The story behind the story: Breathe the last bits of air

This week, Futures welcomes Emily McCosh with her story Breathe the last bits of air. Emily is based in southern California, and you can keep up with her work at her website or by following her on Twitter. Here she talks bout her inspiration for her latest tale — as ever, it pays to read the story first.

Writing Breathe the last bits of air

I have a short attention span for plays, where everything is long-winded, and described through dialogue — irony, I know — but there has been one that I thoroughly enjoyed.

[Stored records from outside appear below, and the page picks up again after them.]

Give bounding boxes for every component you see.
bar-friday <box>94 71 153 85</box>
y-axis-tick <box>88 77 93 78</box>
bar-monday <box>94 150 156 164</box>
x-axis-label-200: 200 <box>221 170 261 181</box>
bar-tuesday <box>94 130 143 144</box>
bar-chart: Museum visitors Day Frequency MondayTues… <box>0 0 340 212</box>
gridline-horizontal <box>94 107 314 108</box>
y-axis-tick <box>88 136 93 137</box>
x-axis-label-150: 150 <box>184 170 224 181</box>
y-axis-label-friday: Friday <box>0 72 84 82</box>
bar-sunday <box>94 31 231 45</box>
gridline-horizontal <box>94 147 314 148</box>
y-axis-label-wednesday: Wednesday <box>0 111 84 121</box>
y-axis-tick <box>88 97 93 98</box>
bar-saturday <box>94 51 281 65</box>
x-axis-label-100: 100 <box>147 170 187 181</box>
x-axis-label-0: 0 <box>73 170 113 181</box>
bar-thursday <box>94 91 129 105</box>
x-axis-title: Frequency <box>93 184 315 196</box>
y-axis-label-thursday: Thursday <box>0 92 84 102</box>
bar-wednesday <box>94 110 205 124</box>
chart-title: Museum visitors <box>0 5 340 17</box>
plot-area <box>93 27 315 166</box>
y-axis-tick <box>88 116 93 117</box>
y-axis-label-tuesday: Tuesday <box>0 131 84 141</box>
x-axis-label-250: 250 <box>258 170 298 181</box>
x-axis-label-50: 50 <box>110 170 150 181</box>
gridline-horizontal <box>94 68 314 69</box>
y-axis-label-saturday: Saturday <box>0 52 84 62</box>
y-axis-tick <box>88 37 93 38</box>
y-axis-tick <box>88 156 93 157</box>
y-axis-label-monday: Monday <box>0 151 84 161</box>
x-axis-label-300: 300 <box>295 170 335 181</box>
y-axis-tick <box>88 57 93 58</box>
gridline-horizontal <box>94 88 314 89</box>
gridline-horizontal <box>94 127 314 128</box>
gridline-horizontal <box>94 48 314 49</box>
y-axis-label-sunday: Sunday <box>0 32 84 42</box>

My English professor assigned Samuel Beckett, and his play Endgame, a weird and dystopian piece of work that was so far from Shakespeare and Sophocles that I couldn’t help but be pulled in by the sheer difference. The play was absolutely absurd, following the rambling, snarky sentences of two of (what seemed to be) the last people on Earth.

The style of their speech was bizarre to say the least, so of course, the assignment after reading the play was to write a few sentences emulating the dialogue of Endgame’s main characters. I wrote a full version of this story instead, wondering what it would be like to experiment with a full plot. Months later, I realized it could be a true story worth reading, and with a few tweaks and details added, it became the piece it is now.

It’s certainly one of the strangest things I’ve written. But I hope readers find just as much beauty in the strangeness as I did when reading Endgame.